* [Exercise]:
Write out exactly the lines running from the one with "The image size" to the end of the data, including both of those lines and excluding pictures.

* [Given information]:

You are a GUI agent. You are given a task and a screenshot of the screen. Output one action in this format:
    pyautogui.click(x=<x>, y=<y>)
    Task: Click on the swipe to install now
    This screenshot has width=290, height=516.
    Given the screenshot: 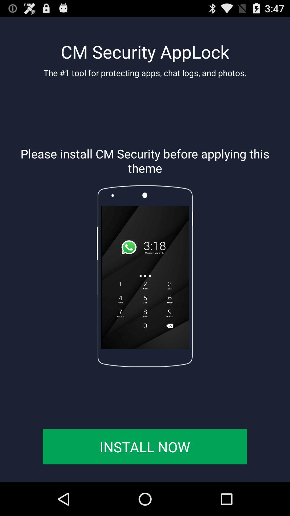 What is the action you would take?
    pyautogui.click(x=145, y=446)
    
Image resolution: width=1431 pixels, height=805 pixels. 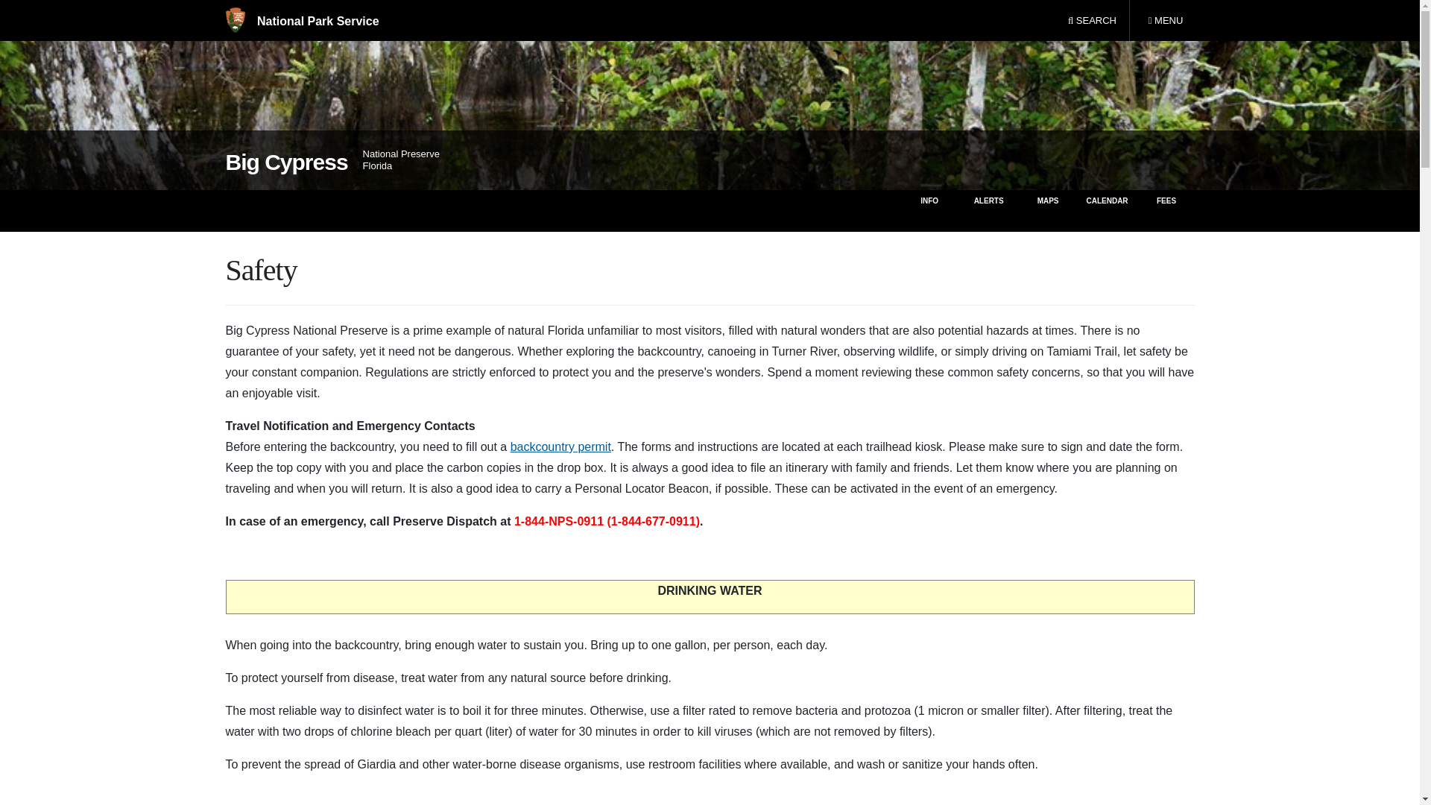 What do you see at coordinates (1106, 210) in the screenshot?
I see `CALENDAR` at bounding box center [1106, 210].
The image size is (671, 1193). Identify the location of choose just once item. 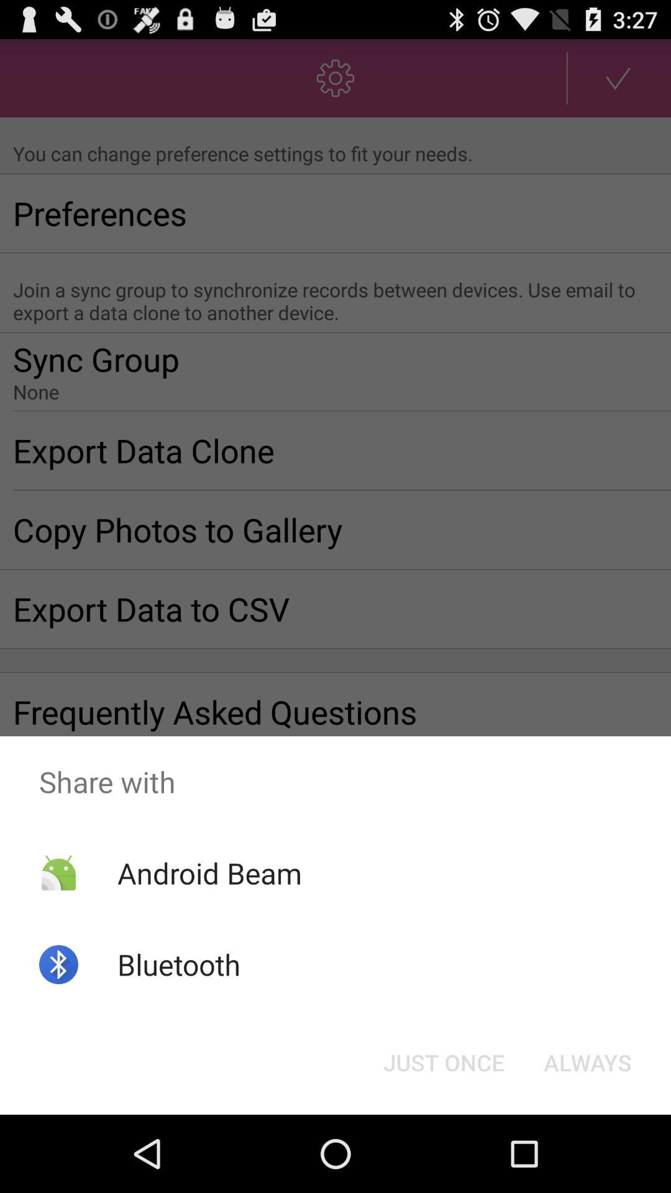
(444, 1063).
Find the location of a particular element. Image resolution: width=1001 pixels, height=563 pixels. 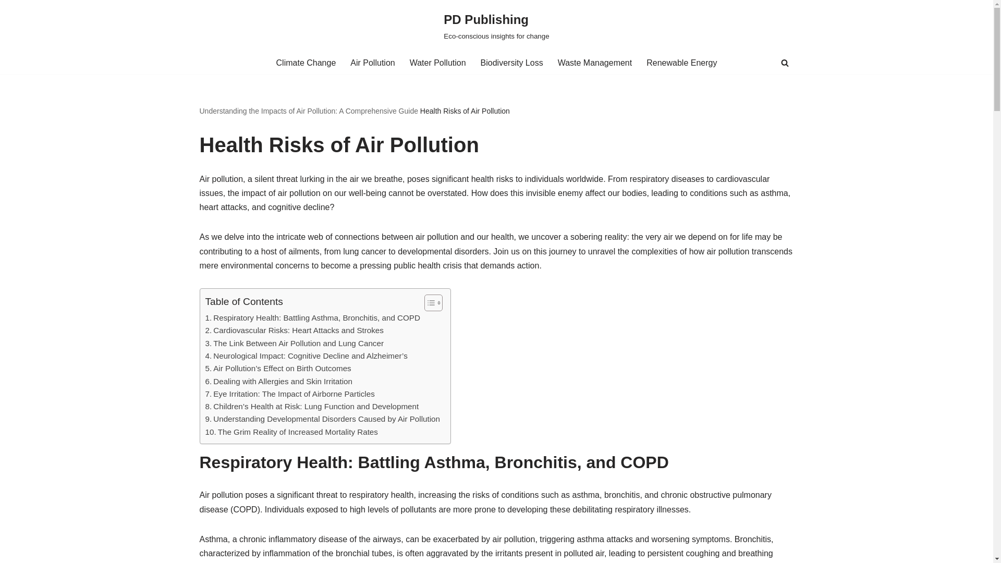

Biodiversity Loss is located at coordinates (512, 63).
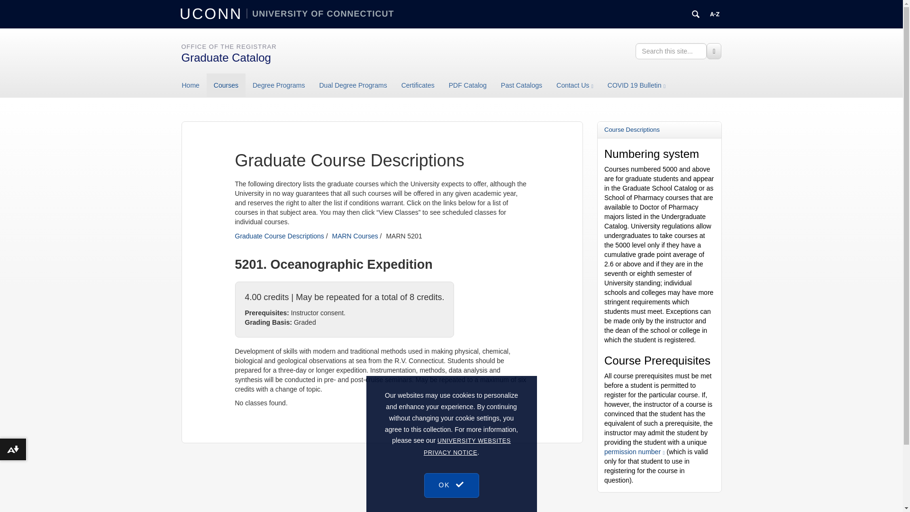  What do you see at coordinates (575, 85) in the screenshot?
I see `Contact Us` at bounding box center [575, 85].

* [Result]:
The image size is (671, 1193). Identify the location of choose just once item. 
(444, 1063).
Find the location of a particular element. Image resolution: width=1001 pixels, height=563 pixels. 

Biodiversity Loss is located at coordinates (512, 63).
  What do you see at coordinates (575, 85) in the screenshot?
I see `Contact Us` at bounding box center [575, 85].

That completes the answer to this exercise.